Commuters want a bus that quickly takes them from near their home to work and back again during the peak morning and afternoons. Dumping the Xpresso’s removed this option for anyone who doesn’t live next to a Rapid stop.

The 2019 network change made peak hour commutes slower for about half of Canberra. And these areas showed a big decline in their bus use since the network redesign and before Covid struck.

Minister Fitzharris ignored the unprecedented level of negative feedback from both the public and transport experts and instead listened to the clueless people at Canberra Transport who were more interested in advancing their careers than advancing the bus service.

People just want to get to work the quickest way possible. Canberra is a cold town (weather wise and people wise) and the majority of people DO NOT want to be waiting around for public transport. The most important factor is the journey TIME – not climate, not emissions and definitely not who the bus driver is.

Greens missing the mark completely, once again.

Express busses (every day) should be a priority over simply running more busses. From the South if you stop and/or have to change buses in Woden you can add 15 mins to your Tuggeranong-Civic journey, for what should only be a 20 minute drive in total.

Most weekend busses that I have got on to Civic have less than 10 people on board.

Why is diversity with bus drivers is of vital importance?! The Greens seem ok with our 80% ratios of female: nurses, teachers, psychologists, social workers, social services etc and focus on bus drivers.

I don’t know any woman who’d want to drive stinky diesel buses all day. There is a reason we have less female bus drivers/truck drivers, it’s called – choice.

I want to second this. Under the new, more efficient timetable, my commute by bus from Belconnen to Tuggeranong went from 40 minutes door to door on an xpresso to 1 hour, 20 minutes, door to door on the R4. It’s like transport ACT doesn’t care.

Hopefully they can get more drivers for their new diesel buses.
Gender quotas will surely not piss off the other 89% of the workforce.

Has Steele ever even driven a bus? Maybe he can show he can do it and understand the drivers a bit more.

Also why don’t greens join up with the Libs for free buses… unless they are just labor with a green umbrella?

Really good question.
If the Greens can argue for a free bus service, there is absolutely nothing preventing them from voting with the Libs on this issue.
My gut is telling me that they want it both ways. They’ll step outside the agreement for the sake of popularism but then do nothing.

And yes, the Minister should get a bus licence and sign up as a weekend driver, to get some real-life perspective.

I reckon we are not looking hard enough at the fundamentals here. Like, why do we have a bus service at all?

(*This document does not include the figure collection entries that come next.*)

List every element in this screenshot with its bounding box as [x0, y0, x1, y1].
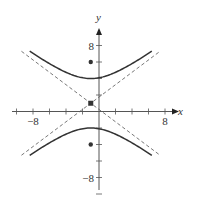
key-points	[88, 60, 93, 147]
y-axis-arrow-icon	[96, 28, 102, 35]
center-point	[88, 101, 93, 106]
upper-branch	[30, 51, 152, 78]
y-tick-label: 8	[89, 40, 95, 52]
focus-lower-point	[89, 142, 93, 146]
axis-labels: x y −888−8	[27, 11, 183, 184]
y-axis-label: y	[95, 11, 101, 23]
x-tick-label: −8	[27, 115, 39, 127]
focus-upper-point	[89, 60, 93, 64]
coordinate-axes	[12, 28, 179, 194]
x-tick-label: 8	[162, 115, 168, 127]
y-tick-label: −8	[82, 172, 94, 184]
x-axis-label: x	[177, 105, 183, 117]
lower-branch	[30, 128, 152, 155]
hyperbola-plot: x y −888−8	[0, 0, 198, 198]
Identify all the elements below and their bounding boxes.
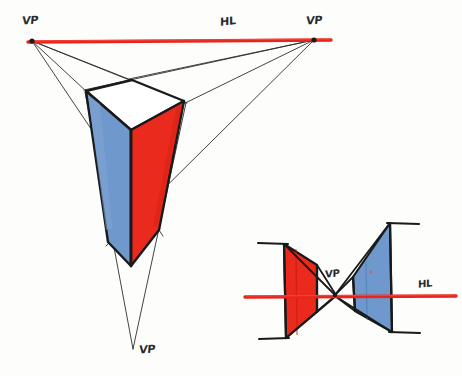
drawing-canvas: VP HL VP VP VP HL xyxy=(0,0,462,376)
vp-dot-small xyxy=(333,293,337,297)
vp-dot-right xyxy=(311,37,316,42)
label-vp-top-right: VP xyxy=(306,14,322,27)
tick-blue-top-mark xyxy=(387,223,419,224)
label-vp-top-right-text: VP xyxy=(305,14,322,28)
line-vpl-to-top-left xyxy=(32,41,87,92)
vp-dot-left xyxy=(29,38,34,43)
label-vp-bottom-text: VP xyxy=(138,343,155,357)
tick-red-bottom-mark xyxy=(259,338,289,339)
label-horizon-main: HL xyxy=(220,15,236,28)
label-vp-bottom: VP xyxy=(139,343,155,356)
label-vp-top-left-text: VP xyxy=(21,14,38,28)
small-blue-plane-speck xyxy=(370,271,373,274)
label-horizon-small-text: HL xyxy=(418,277,432,289)
label-horizon-small: HL xyxy=(418,278,432,289)
perspective-drawing xyxy=(0,0,462,376)
tick-blue-bottom-mark xyxy=(389,332,420,333)
label-vp-top-left: VP xyxy=(22,14,38,27)
small-red-plane xyxy=(284,244,317,338)
label-vp-small: VP xyxy=(325,268,339,279)
label-vp-small-text: VP xyxy=(325,267,340,279)
label-horizon-main-text: HL xyxy=(220,14,236,29)
small-red-plane-crease xyxy=(296,249,297,335)
small-blue-plane xyxy=(353,223,392,332)
tick-marks-group xyxy=(258,223,420,339)
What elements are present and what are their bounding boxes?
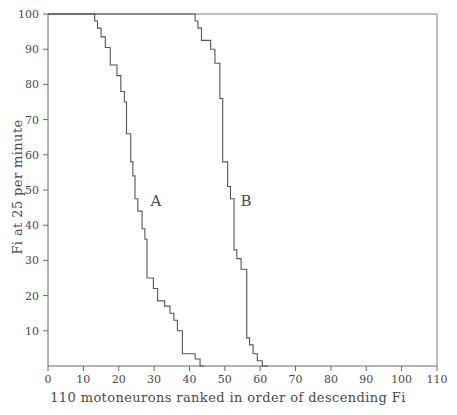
x-tick-label: 110 [427,373,448,386]
y-tick-label: 20 [25,290,39,303]
y-axis-title: Fi at 25 per minute [10,119,25,254]
x-tick-label: 80 [324,373,338,386]
x-tick-label: 20 [112,373,126,386]
y-tick-label: 70 [25,114,39,127]
chart-figure: 102030405060708090100 010203040506070809… [0,0,457,415]
y-tick-label: 90 [25,43,39,56]
x-tick-label: 10 [76,373,90,386]
x-tick-label: 0 [45,373,52,386]
curve-label-a: A [149,192,161,210]
y-tick-label: 100 [18,8,39,21]
y-tick-label: 40 [25,219,39,232]
x-tick-label: 50 [218,373,232,386]
x-tick-label: 90 [359,373,373,386]
x-tick-label: 60 [253,373,267,386]
y-tick-label: 30 [25,254,39,267]
y-tick-label: 60 [25,149,39,162]
x-tick-label: 30 [147,373,161,386]
chart-background [0,0,457,415]
curve-label-b: B [241,192,252,210]
x-tick-label: 40 [182,373,196,386]
y-tick-label: 50 [25,184,39,197]
x-tick-label: 70 [289,373,303,386]
x-tick-label: 100 [391,373,412,386]
y-tick-label: 10 [25,325,39,338]
x-axis-title: 110 motoneurons ranked in order of desce… [50,390,406,405]
step-chart: 102030405060708090100 010203040506070809… [0,0,457,415]
y-tick-label: 80 [25,78,39,91]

If we want one, are we paying too much for a labour force that refuses to work across the businesses opening hours? What do other jurisdictions do? Is the management up to the task? Is the size and composition of the workforce up to the task? And, does the union have too much power/influence?

Yes, the weekend services are poor, but I’ve heard they are having trouble even covering the runs on its existing reduced network, due to Covid also impacting their drivers.

As for more the Greens demand for more female drivers, jt is a physical job, some of the passengers are the dregs of society and there is shift work.
Maybe not every female aspires to that line of work?

With respect to moving bus drivers, away from a five-day timetable, my understanding is that in previous EBAs, their union has suggested the Government offer a penalty rate in exchange for a compulsory weekend roster, but the Government preferred to let the existing arrangement continue.

The silly thing about all of this is that apart from peak hour and trunk route services, most of the buses are running around empty. After all, Covid has made them higher risk than driving.

Do the Greens really want more empty buses driving on our roads? I thought they were more into push bikes.

It’s an open market, if women want to be bus drivers they can, no one is stopping them.

Agreed, Oscar Mike. Unless she can show factually, that the 11% ratio is due to discrimination and not just the fact that the majority of women don’t want to drive a bus.